From the line with "The image size is (1514, 852)." to the final line of the data below, please write out every line exactly, with no pictures.

Saved data entries:
%%

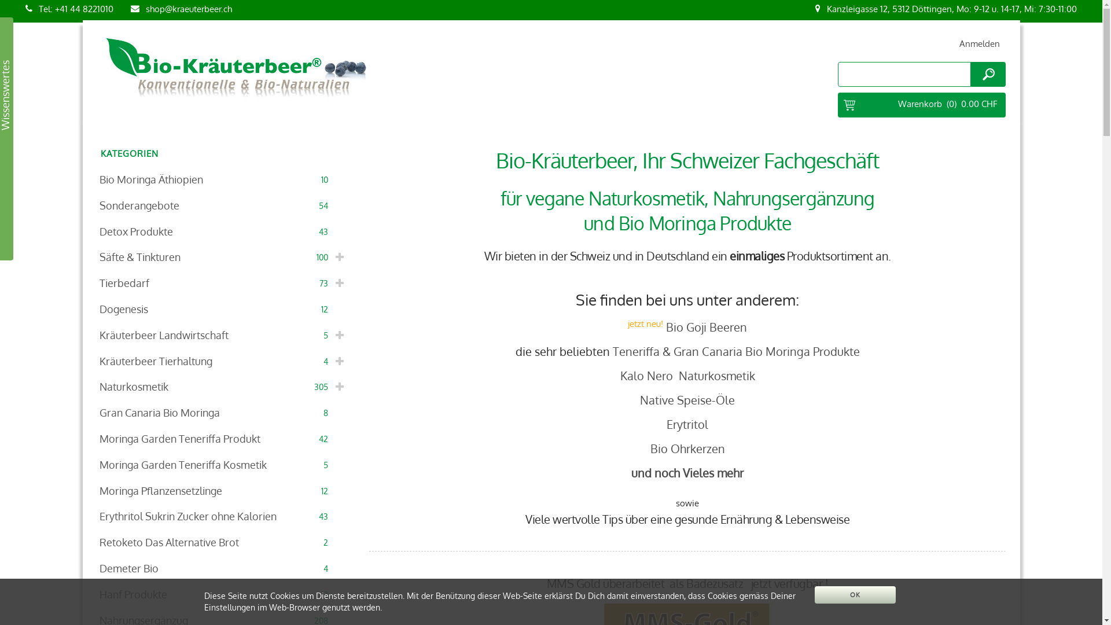  I want to click on Warenkorb (0)0.00 CHF, so click(922, 105).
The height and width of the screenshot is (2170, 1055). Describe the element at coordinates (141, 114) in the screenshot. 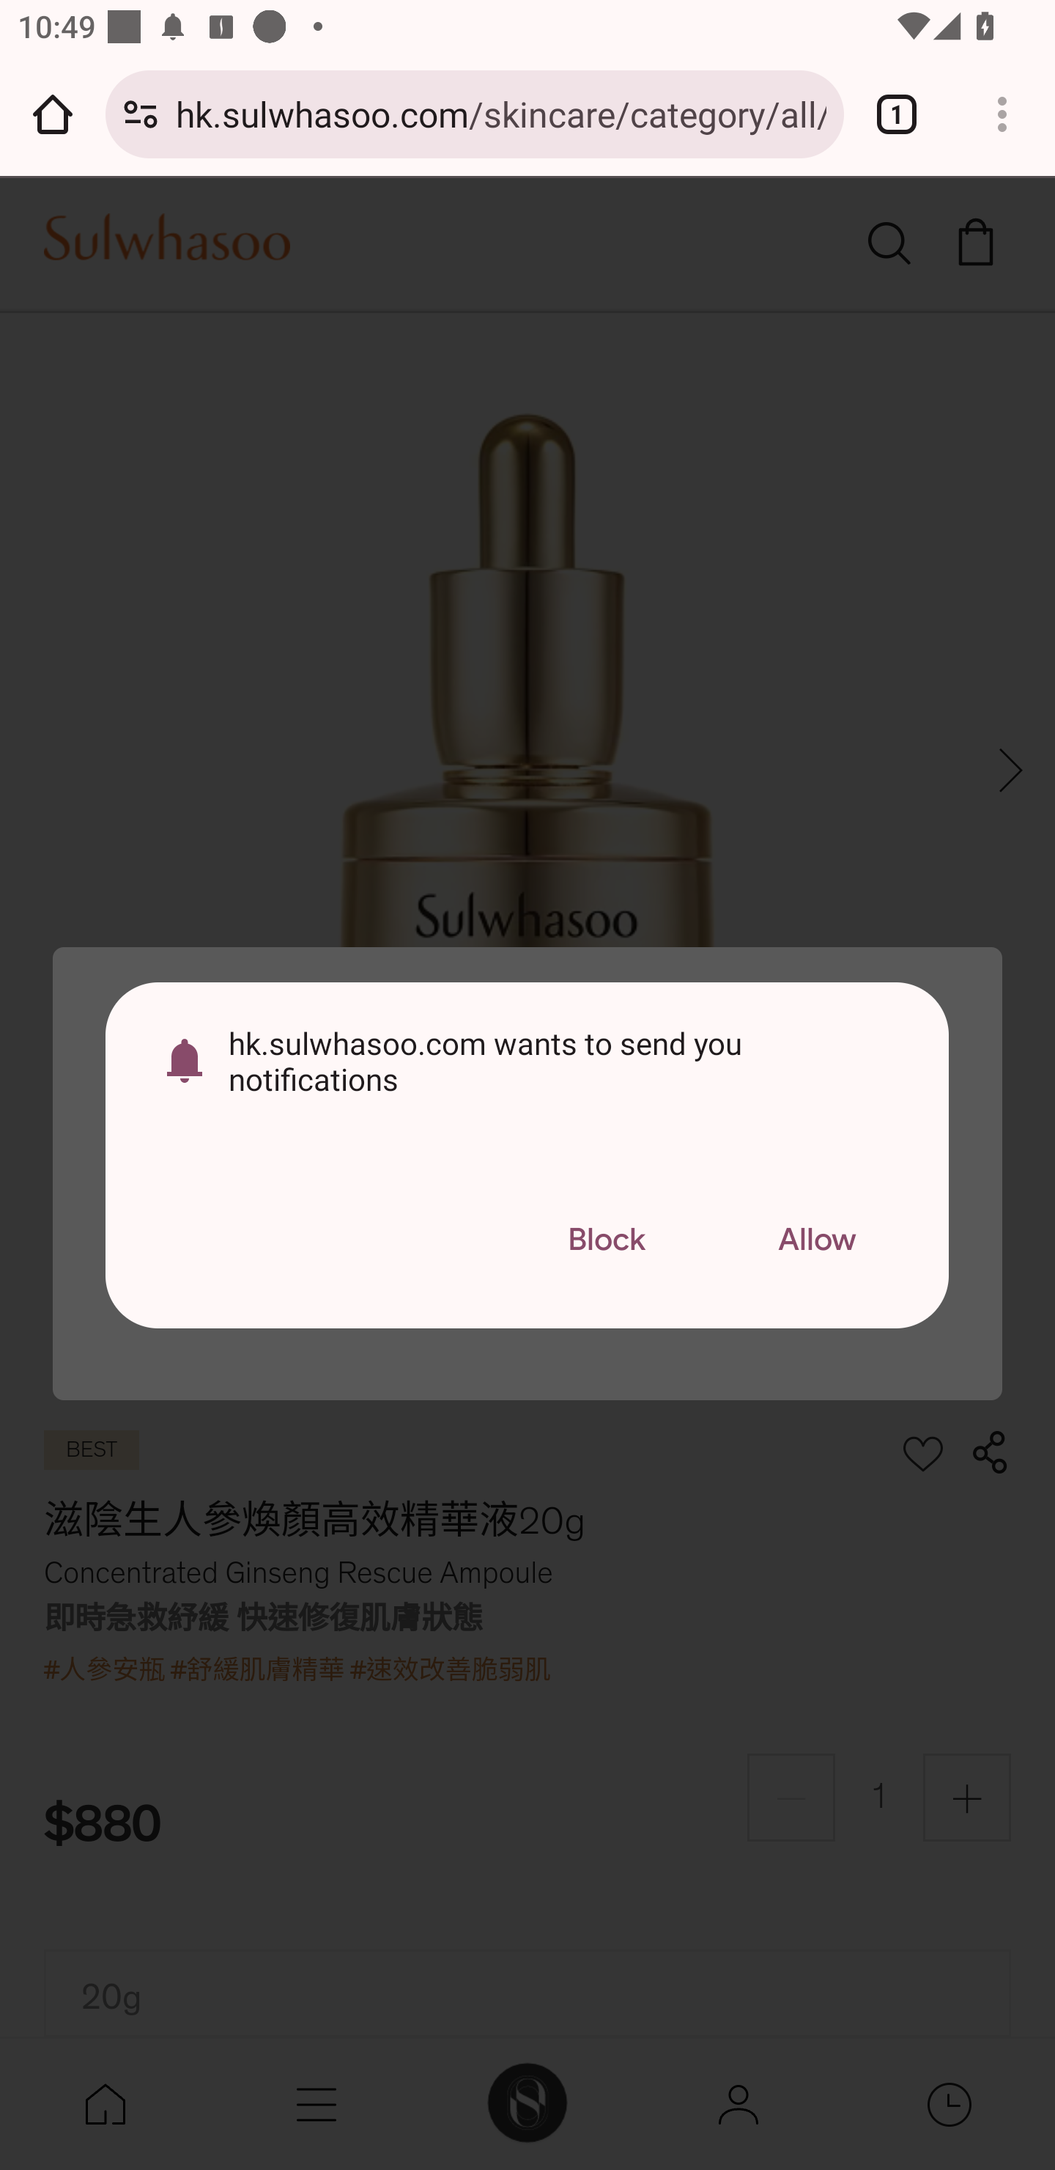

I see `Connection is secure` at that location.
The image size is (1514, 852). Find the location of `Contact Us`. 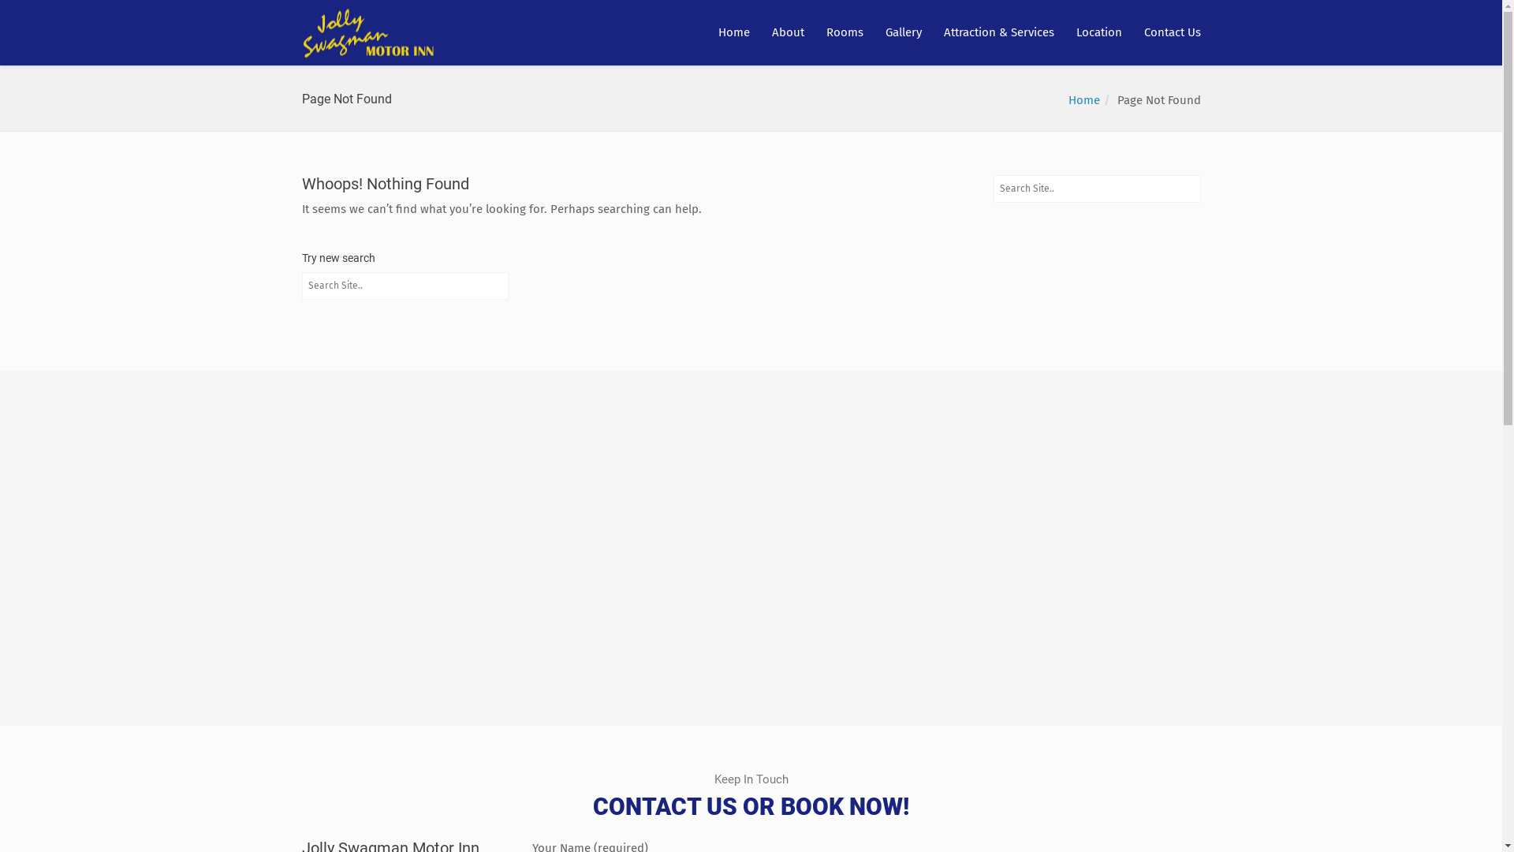

Contact Us is located at coordinates (1166, 33).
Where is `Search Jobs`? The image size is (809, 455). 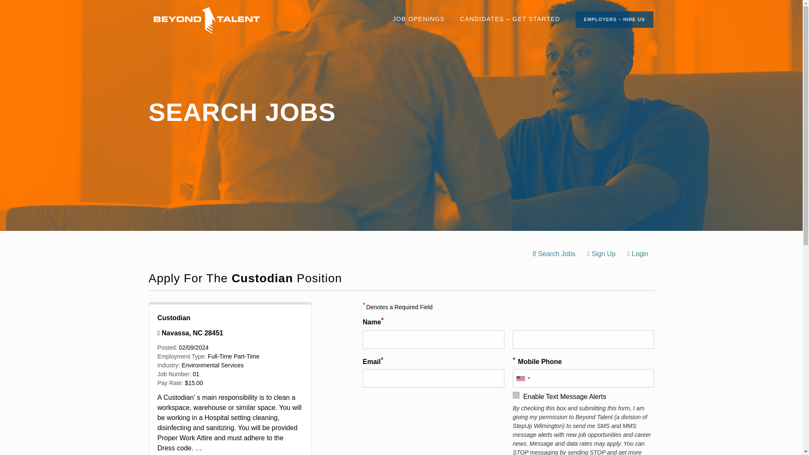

%%

*Your solution*.
The image size is (1514, 852). Find the location of `Contact Us`. 

Contact Us is located at coordinates (1166, 33).
Where is `Search Jobs`? The image size is (809, 455). 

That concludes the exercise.